By the time Charlie came home the fire was well alight, its soft crunchings and spittings pleasant to hear. The picnic dinner was set in front of it, and Edie was measuring a length of blue knitting against Simon’s arm.
During dinner Charlie told Simon how he and Edie had first met the Potkoorok when they were children: it had tipped them out of a home-made canoe that they were trying out on the swamp. ‘Of course we’d known since we were little nippers there was something there. We used to squeal and carry on, but we never really thought it’d harm us.
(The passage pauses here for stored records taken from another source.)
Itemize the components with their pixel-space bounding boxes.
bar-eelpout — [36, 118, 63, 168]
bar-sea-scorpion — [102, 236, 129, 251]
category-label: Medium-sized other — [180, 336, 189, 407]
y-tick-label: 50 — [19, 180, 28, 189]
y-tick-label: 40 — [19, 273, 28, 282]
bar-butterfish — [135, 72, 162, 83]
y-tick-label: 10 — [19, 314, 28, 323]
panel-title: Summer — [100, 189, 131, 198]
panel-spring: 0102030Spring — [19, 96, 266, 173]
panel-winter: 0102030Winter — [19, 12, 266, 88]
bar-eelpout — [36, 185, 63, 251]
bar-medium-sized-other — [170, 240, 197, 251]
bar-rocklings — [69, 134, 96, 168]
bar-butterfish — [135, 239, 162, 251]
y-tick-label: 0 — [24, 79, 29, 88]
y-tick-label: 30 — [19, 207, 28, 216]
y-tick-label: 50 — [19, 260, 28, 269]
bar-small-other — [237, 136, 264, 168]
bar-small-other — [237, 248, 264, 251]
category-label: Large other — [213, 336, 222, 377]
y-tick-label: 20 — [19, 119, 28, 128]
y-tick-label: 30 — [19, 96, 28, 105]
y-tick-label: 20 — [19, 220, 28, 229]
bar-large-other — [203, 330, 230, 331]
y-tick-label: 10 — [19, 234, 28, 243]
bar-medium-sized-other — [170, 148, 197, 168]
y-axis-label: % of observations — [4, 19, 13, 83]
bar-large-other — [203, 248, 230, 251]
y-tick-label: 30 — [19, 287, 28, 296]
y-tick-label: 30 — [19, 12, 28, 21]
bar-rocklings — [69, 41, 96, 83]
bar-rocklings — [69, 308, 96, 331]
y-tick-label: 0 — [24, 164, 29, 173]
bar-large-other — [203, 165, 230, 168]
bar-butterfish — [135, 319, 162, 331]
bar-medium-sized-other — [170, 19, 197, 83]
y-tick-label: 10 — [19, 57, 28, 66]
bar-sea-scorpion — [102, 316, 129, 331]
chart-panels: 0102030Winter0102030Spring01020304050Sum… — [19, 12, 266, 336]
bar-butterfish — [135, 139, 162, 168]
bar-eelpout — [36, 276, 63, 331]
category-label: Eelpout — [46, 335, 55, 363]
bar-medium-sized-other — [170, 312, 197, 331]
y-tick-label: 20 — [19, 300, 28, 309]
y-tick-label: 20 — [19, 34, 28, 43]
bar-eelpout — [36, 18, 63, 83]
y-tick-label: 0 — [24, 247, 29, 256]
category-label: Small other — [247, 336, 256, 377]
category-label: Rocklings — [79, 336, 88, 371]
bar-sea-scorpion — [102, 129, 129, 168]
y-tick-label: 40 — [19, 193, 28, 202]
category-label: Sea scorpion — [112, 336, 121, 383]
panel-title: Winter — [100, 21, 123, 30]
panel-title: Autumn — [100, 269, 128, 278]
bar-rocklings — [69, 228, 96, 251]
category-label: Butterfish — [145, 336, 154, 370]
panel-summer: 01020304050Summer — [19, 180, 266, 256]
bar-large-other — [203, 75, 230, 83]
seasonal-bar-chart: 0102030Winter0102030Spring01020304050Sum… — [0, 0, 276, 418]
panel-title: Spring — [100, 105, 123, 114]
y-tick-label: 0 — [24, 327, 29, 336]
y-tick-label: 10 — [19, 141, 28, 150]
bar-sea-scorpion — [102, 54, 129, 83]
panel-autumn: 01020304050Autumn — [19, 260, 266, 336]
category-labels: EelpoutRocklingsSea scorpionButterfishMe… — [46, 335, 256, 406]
Eh, Edie?’
‘It would’ve had its work cut out,’ Edie declared. ‘We didn’t harm easily.’
‘Did you ever tell anyone?’ Simon asked.
‘Eh? No fear. You don’t go round telling people you’ve got a Potkoorok in your swamp, do you?’
Simon agreed. He would certainly never have told anyone in the ordinary way. He looked at Charlie, long and lean and wrinkled; and at Edie, bunched in her old rocking-chair. He would never have guessed they had ever shared the wonder of Turongs and Potkoorok. ‘We might be the only white people that ever saw them,’ he said. The night had turned into a Potkoorok celebration instead of a Nargun horror.
And then there came ringing from the mountains an ancient, savage cry: Nga-a-a! Charlie, Edie and Simon jerked like puppets. The dogs barked and were silent. The cry died away over the ridges, and Simon managed to fill his lungs again.
‘That’s it! he whispered, staring wide-eyed at the fire. Tiny reflected flames danced in his eyes as if they were made of glass.